It makes both economic and environmental sense for Ottawa to invest in “home-grown” technology solutions to reduce greenhouse gas emissions in Canada, said Jim Dinning, executive vice-president of sustainable development and external relations at TransAlta.
“Better to invest in this kind of technology that makes our coal asset a clean-burning fuel for the longer term, rather than forcing companies like ours to be spending millions of dollars by buying emission-reduction credits outside of Canada,” Dinning told reporters.
Under the Kyoto climate change treaty, Canadian companies would be able to reduce their greenhouse gases by buying emission-reduction credits from nations such as Russia and the Ukraine, whose economies are struggling.
But David Lewin, senior vice-president of environment and sustainable development at EPCOR, says Alberta has about 1,100 years of coal reserves left at current extraction rates.
“We just have to find ways of utilizing that,” he said in an interview.
Lewin said the first phase of the clean coal effort, to assess emerging technologies for use in the ‘next-generation’ power plant, will cost about $5 million and be completed this spring.
Research shows that some technologies are far enough along that it might be possible to skip the step of retrofitting a power plant and go straight to building the pilot plant, Lewin said. The coalition expects to make a decision by May.
Environmentalists say they recognize the need to develop clean coal power. But they’re worried that industry and government are making a huge investment in an idea that will take a decade to commercialize and may ultimately prove uneconomical.
“Our concern is that we may spend billions and billions of dollars chasing a potential thing,” said Robert Hornung, policy director at the Pembina Institute for Appropriate Development.
Industry and government need to make similar investments in proven energy-efficiency technologies and renewable energies that can reduce greenhouse gas emissions now, he said.
Alberta has a “tremendous opportunity” in wind energy that isn’t being fully exploited because of lack of provincial support, he added.

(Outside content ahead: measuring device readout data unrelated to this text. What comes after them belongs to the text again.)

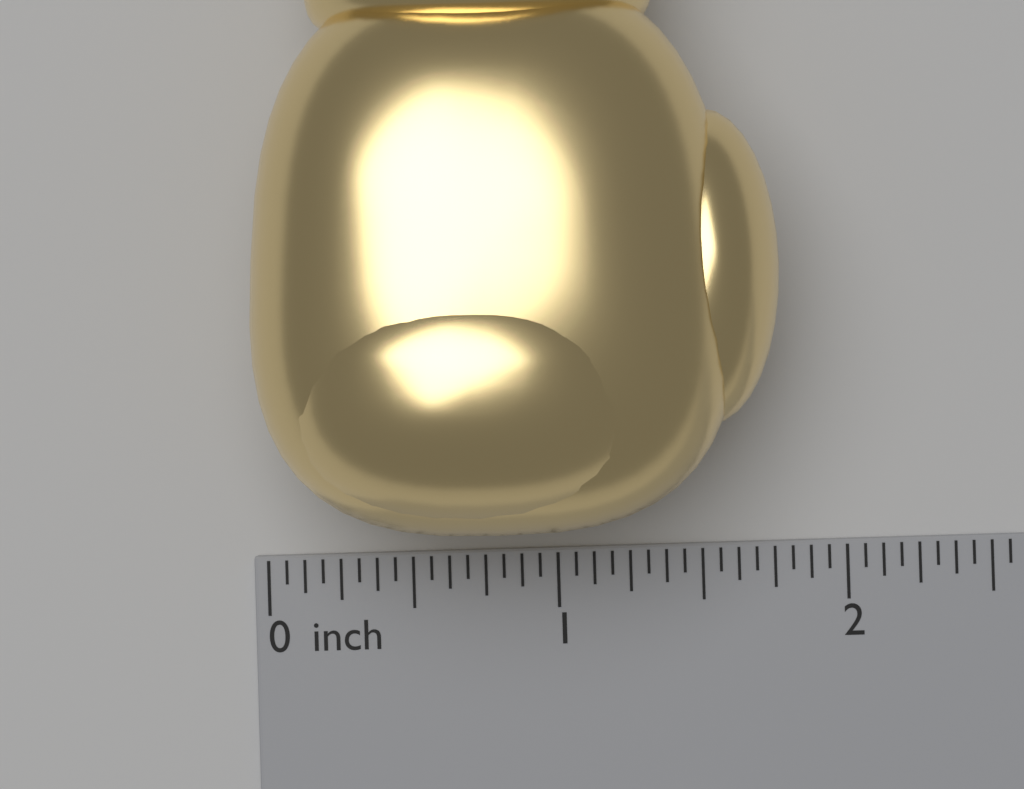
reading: 1.7500 inch
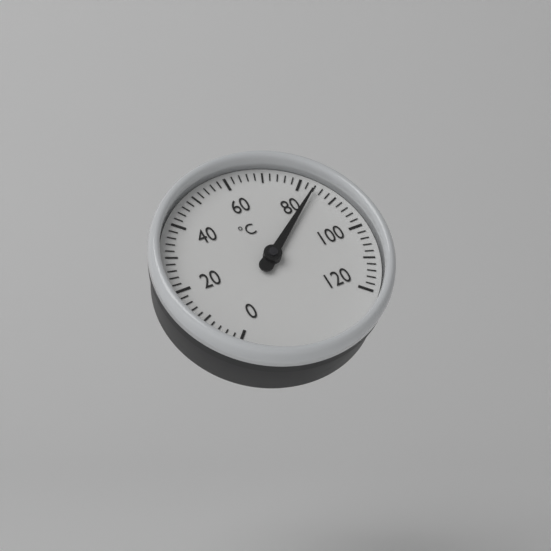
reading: 84 °C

Last year, the federal government committed $260 million to a tax incentive over the next five years to encourage wind power. The Alberta government has been unwilling to match the incentive or require electricity generators to produce a certain percentage of their power from renewable sources.
Ottawa’s incentive is about half of a similar tax incentive that the U.S. government offers to wind energy producers, says Canadian Hydro Developers Inc., a Calgary-based renewable energies developer.
The first province that matches the federal incentive would see “major new energy developments” and spin-off benefits, Canadian Hydro says.
Dinning noted that Canadian clean coal technology could be exported to the U.S., which generates more than 50 per cent of its power from coal, and to other big coal-using nations like Russia, China, India and Australia. He added the Canadian coalition will be looking for additional funding from Ottawa as well from provinces, the private sector and even the U.S. Energy Department, which is funding similar clean coal research.